A Monstrous Corpse (1981)

I’ve really been getting into the Unsung Horrors podcast and was overjoyed to discover a remake remix rip-off movie that I never knew about. Even better, it’s based on one of my favorite movies: The Living Dead at Manchester Morgue AKA No Profanar el Sueño de los Muertos (Don’t Disturb the Sleep of the Dead), Let Sleeping Corpses LieThe Living DeadBreakfast at Manchester Morgue and Don’t Open the Window.

Kang Myeong — the George Meaning of this movie — gets a ride from Soo-ji — Edna Simmonds — on his way to a seminar on the environment while she’s traveling to check up on her sister Jyun-ji. — Katie — and her husband Yeong-tae Jeong — Martin — only to learn that he’s dead.

Well, not for long.

One of Kang Myeong’s American teachers is now working at a supersonic transmitter that is removing insects in a more humane way, but it’s also animating the nerves of the newly dead. We learn this when the town drunk — who has been dead for several days — attacks Soo-Ji.

What’s different here is that nearly everyone has had their sharp edges smoothed off. Kang Myerong is never as mean to Soo-Ji as Geroge was to Edna, but then again, he isn’t as gorgeous as Ray Lovelock. But otherwise — up until three-quarters of the way through this movie — this is the same movie that you know and love under so many titles. It’s also missing the gore and when a movie is known for just how upsetting its moments of violence are, that’s a pretty big loss.

The other thing you might miss is that the cops come around a lot faster and the head officer is in no way as much of a real cop as Arthur Kennedy was.

Yet what makes up for this is just how weird it is that we have an alternative reality version of this movie and that the zombies are basically all painted silver, which is again in contrast to the very realistic dead bodies that populated Jorge Grau’s horror masterpiece. It attempts to make up for this with shocking photos of actual birth defects, as the movie goes further than its inspiration by stating that the machine is turning new babies into monsters.

Another title for this South Korean zombie xerox is Strange Dead Bodies, which is a fabulous alternative and one that would get me into the theater (or, you know, in front of my TV).

You can watch this on the Korean Film Archive YouTube channel.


Your goal:
After locating the line that contains "The image size is (640, 309).", give that line and all the rest through the end of the entries again exactly, leaving the pictures out.

Given data:
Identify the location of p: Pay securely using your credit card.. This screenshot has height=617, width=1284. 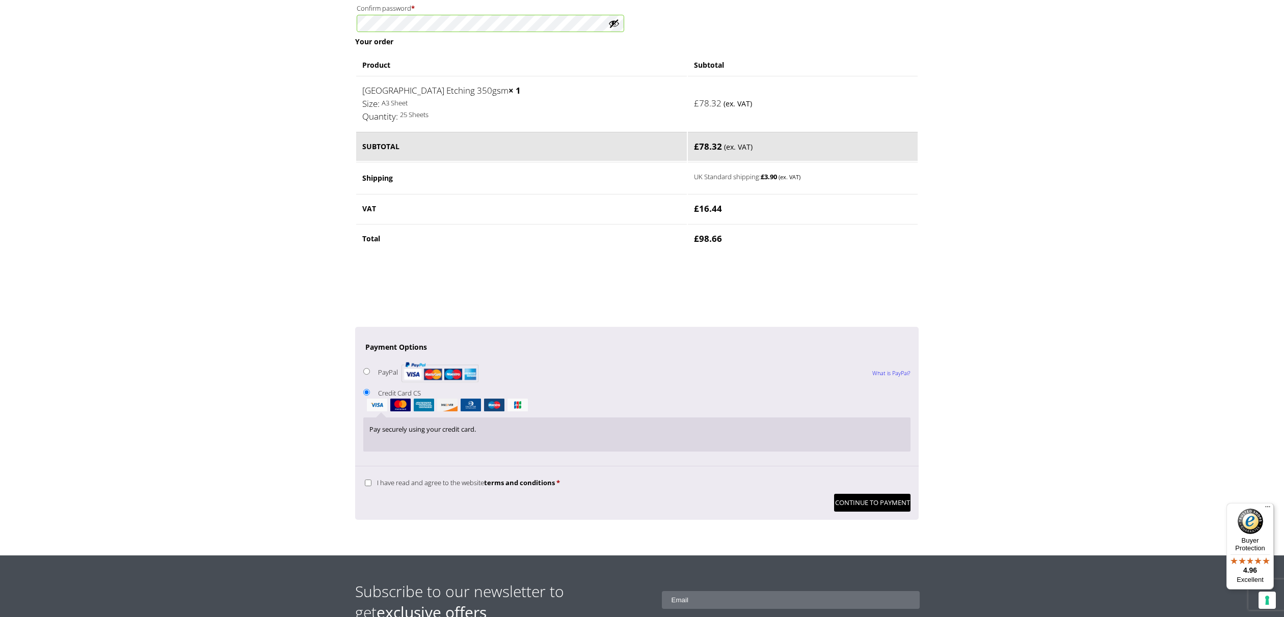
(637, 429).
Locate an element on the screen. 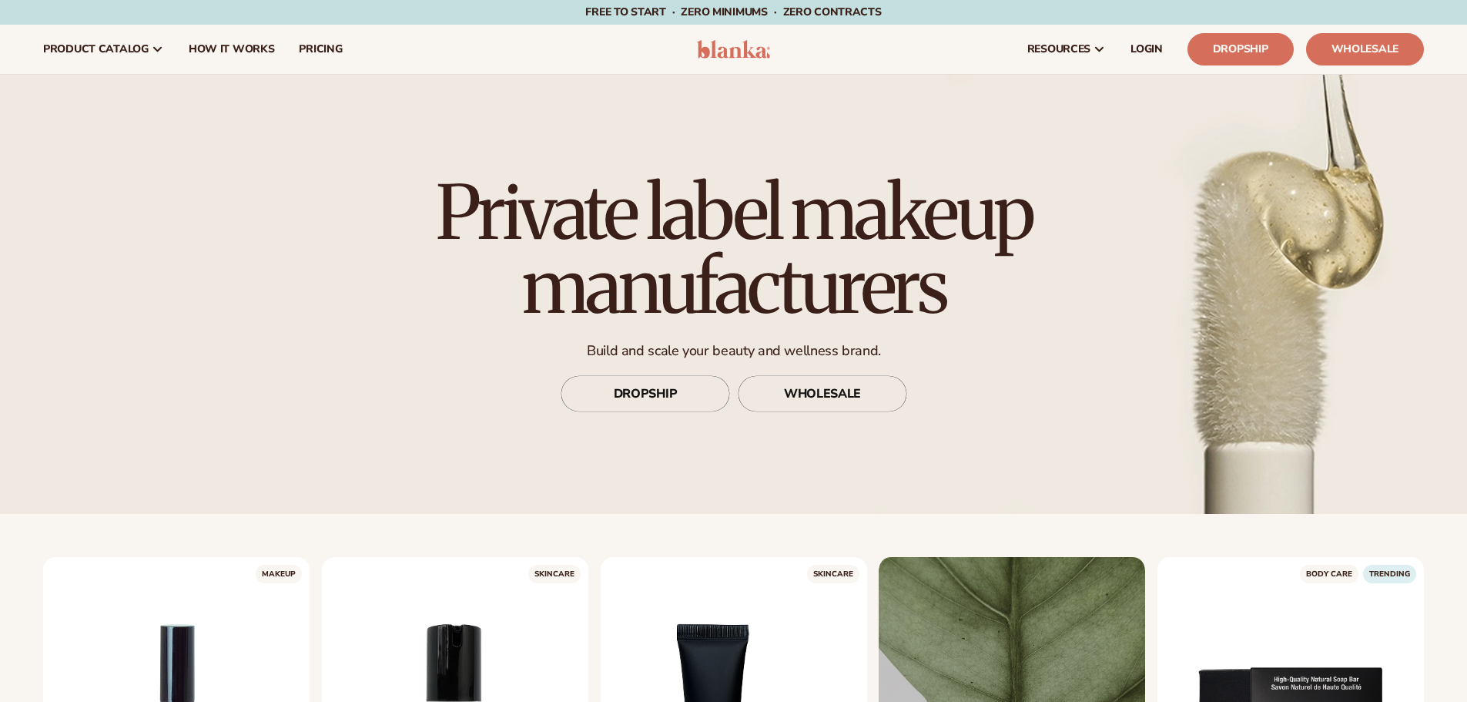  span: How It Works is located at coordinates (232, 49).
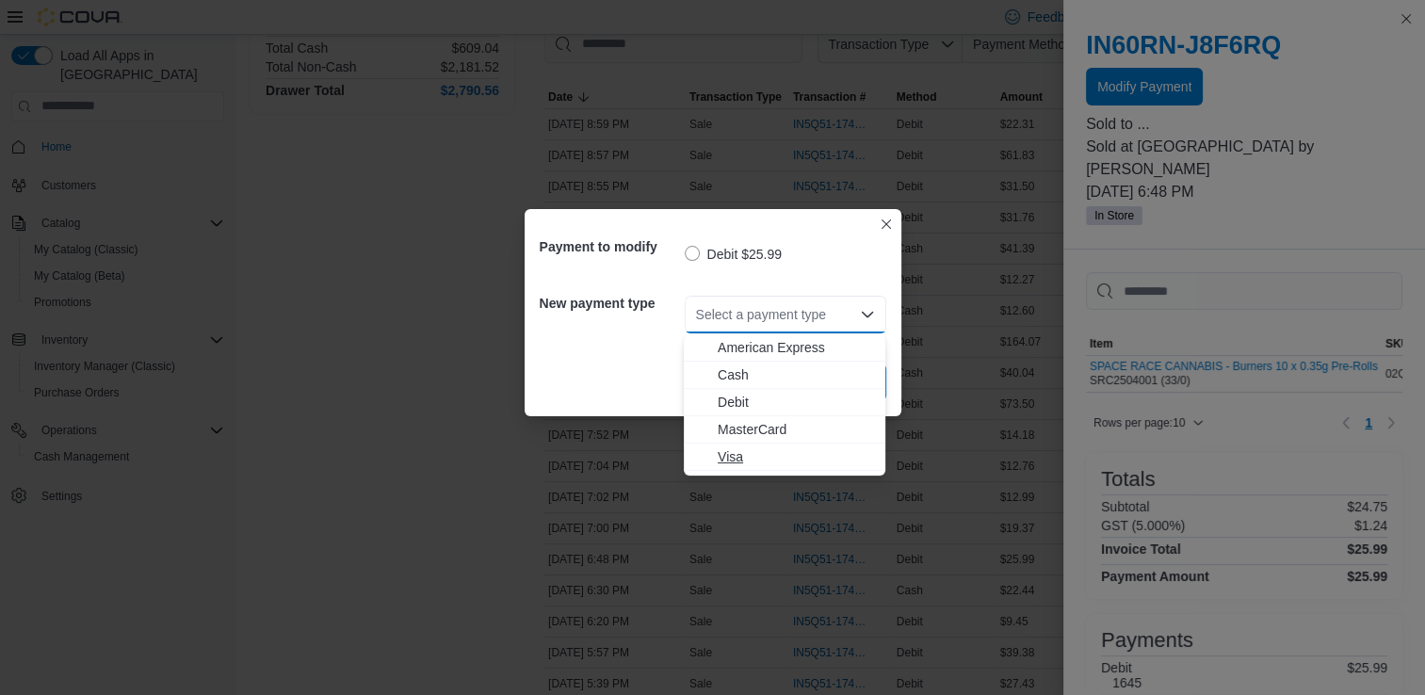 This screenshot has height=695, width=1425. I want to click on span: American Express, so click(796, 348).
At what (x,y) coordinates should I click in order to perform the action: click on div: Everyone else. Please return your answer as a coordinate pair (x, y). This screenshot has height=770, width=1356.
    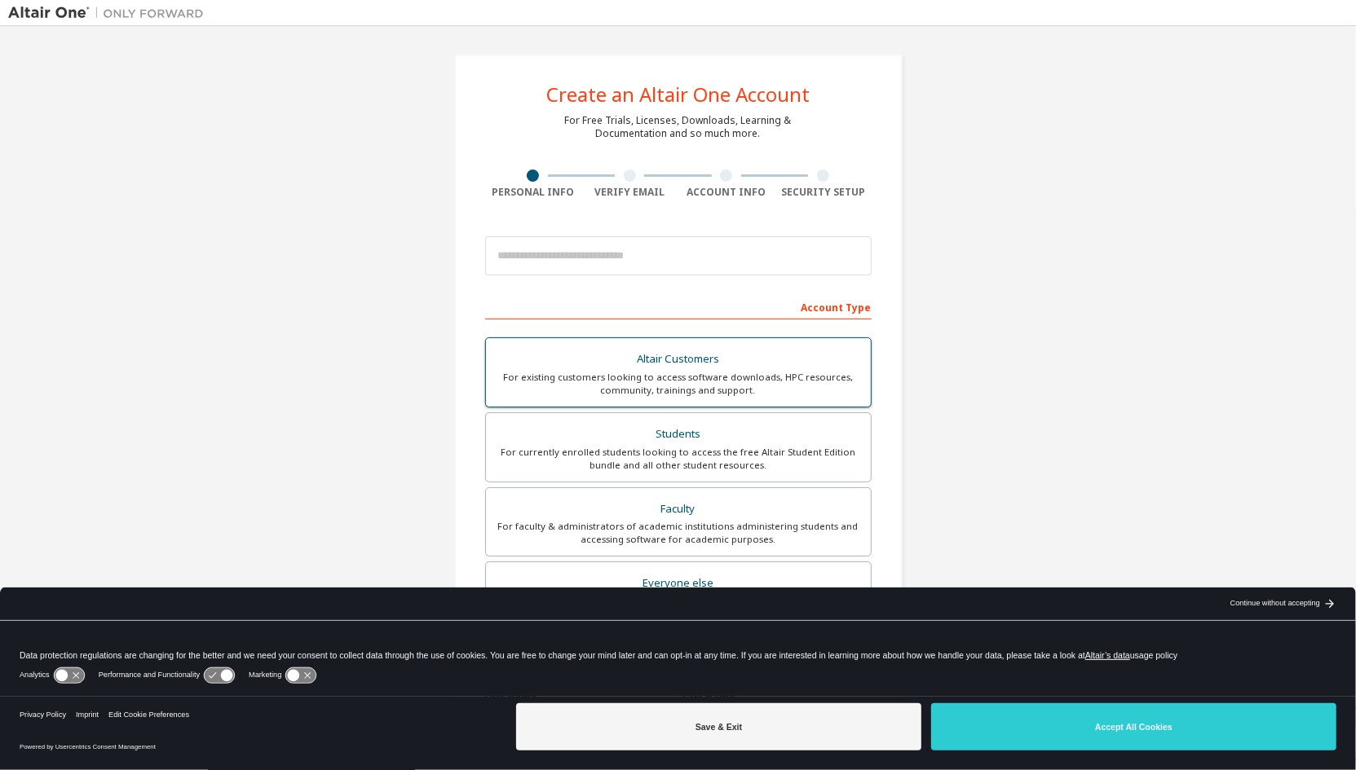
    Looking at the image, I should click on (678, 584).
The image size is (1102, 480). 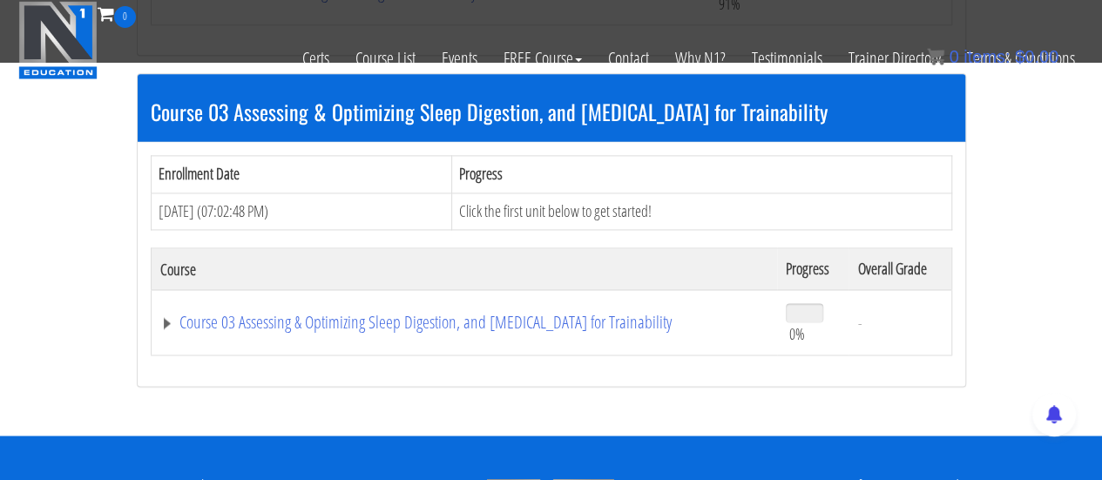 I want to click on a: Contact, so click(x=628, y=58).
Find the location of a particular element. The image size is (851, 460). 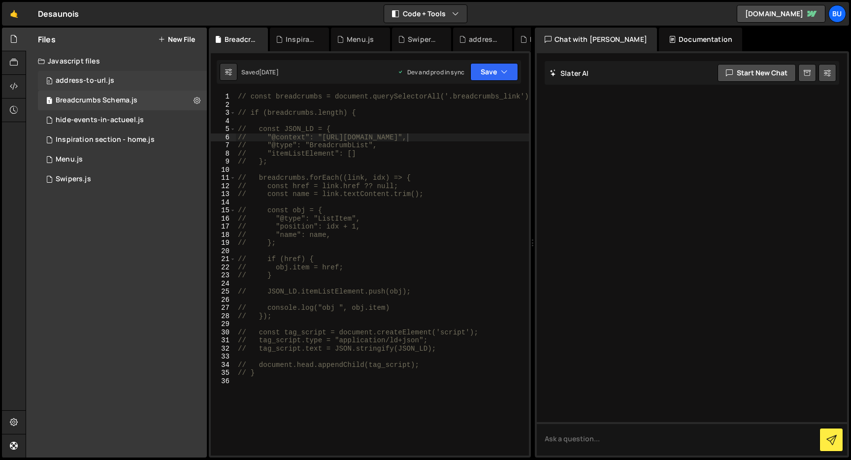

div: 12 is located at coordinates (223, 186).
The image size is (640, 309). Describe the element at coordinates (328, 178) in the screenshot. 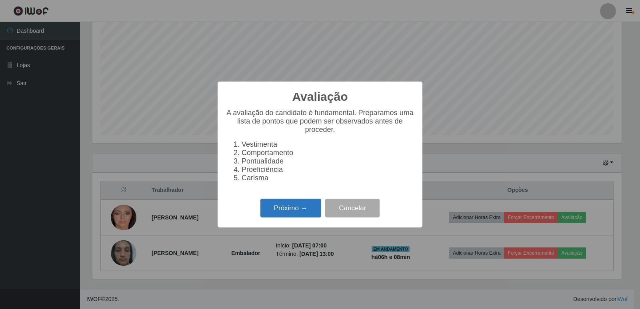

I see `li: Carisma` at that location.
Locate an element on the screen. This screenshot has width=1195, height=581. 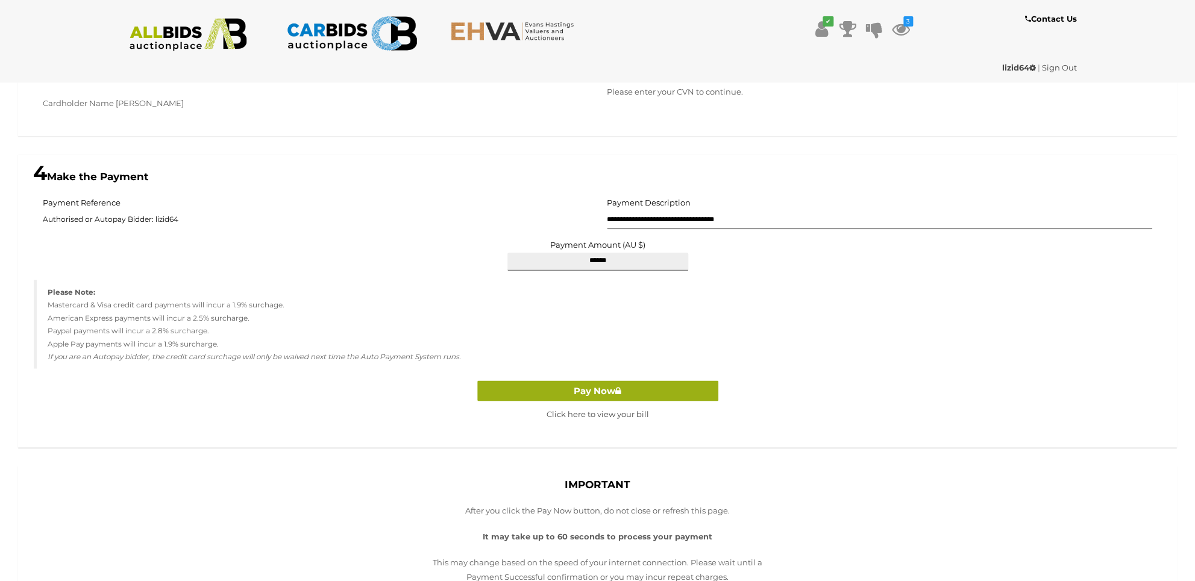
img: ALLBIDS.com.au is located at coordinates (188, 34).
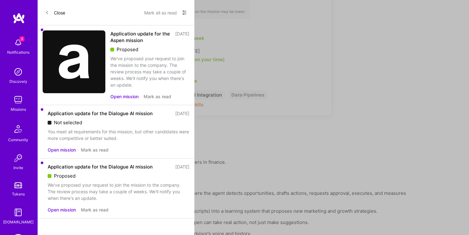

Exercise solution:
The image size is (640, 309). Describe the element at coordinates (328, 178) in the screenshot. 

I see `li: Carisma` at that location.
Locate an element on the screen. This screenshot has width=1195, height=581. 
img: ALLBIDS.com.au is located at coordinates (188, 34).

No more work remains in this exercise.